The Washington State Potato Commission welcomed a new Commissioner and voted in its new leadership at the annual meeting on June 21, held in tandem with the Washington Potato & Onion Association summer meeting.
Rex Calloway, potato grower from Quincy, was elected by growers to District 1, Position 2 earlier this year and officially seated at the close of the meeting. A third generation farmer, Rex was born in Soap Lake. His grandfather had brought the family to the Columbia Basin from Oklahoma in 1952 and developed the first 160 acres. Rex’s dad started farming in the early 1960s and expanded the farm until his retirement in 2005. Rex graduated from WSU in 1982 with a degree in agronomy and after working for a couple of years, returned to the farm in 1985.
Besides growing potatoes for processing, Rex also grows alfalfa, field corn and wheat. He says his reason for becoming involved in the Commission is to give time and effort to help promote and defend the industry that has been his livelihood.
The new Commission chair is Frank Martinez from the Royal Slope. Born in Rio Bravo in the Mexican state of Tamaulipas, Frank first worked in ag alongside his father, picking crops from tomatoes and berries to cherries to cotton across the U.S. “It was an adventure” at the time, he says now.
A first generation grower, Frank started growing potatoes on his own with about 35 acres in 1981 after working his way up to irrigation supervisor for Skone and Connors. Until 1989 he partnered with Wiley Allred part-time. Frank’s Saddle View Farms now grows about 1,000 acres a year in fresh and processed potatoes and corn. Frank has been a member of the Commission since 2003, serving on most committees, working trade shows and even traveling with the Governor on trade missions.
Other members of the leadership team for the 2010-11 year are Bob Halvorson, 1st Vice Chair; Darrin Morrison, 2nd Vice Chair; Jared Balcom, Secretary; Angela Pixton, Treasurer. Ted Tschirky, Immediate Past Chair, also serves on the Executive Committee.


## [What to work on]
Retype the data below, every word of it, exactly.

## [Extracted material]
□ □ □ □ □ □ □

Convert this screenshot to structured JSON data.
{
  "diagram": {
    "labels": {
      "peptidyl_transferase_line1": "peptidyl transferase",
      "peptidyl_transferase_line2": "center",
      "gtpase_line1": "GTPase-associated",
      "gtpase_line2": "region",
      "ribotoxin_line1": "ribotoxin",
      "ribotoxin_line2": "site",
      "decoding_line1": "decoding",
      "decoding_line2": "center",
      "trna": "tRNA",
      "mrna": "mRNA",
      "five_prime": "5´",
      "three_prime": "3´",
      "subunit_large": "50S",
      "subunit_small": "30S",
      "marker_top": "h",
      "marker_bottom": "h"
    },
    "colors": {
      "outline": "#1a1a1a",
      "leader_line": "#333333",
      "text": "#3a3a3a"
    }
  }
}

□ □ □ □ □ □ □

## [Answer section]
Convert this screenshot to structured JSON data.
{
  "diagram": {
    "labels": {
      "peptidyl_transferase_line1": "peptidyl transferase",
      "peptidyl_transferase_line2": "center",
      "gtpase_line1": "GTPase-associated",
      "gtpase_line2": "region",
      "ribotoxin_line1": "ribotoxin",
      "ribotoxin_line2": "site",
      "decoding_line1": "decoding",
      "decoding_line2": "center",
      "trna": "tRNA",
      "mrna": "mRNA",
      "five_prime": "5´",
      "three_prime": "3´",
      "subunit_large": "50S",
      "subunit_small": "30S",
      "marker_top": "h",
      "marker_bottom": "h"
    },
    "colors": {
      "outline": "#1a1a1a",
      "leader_line": "#333333",
      "text": "#3a3a3a"
    }
  }
}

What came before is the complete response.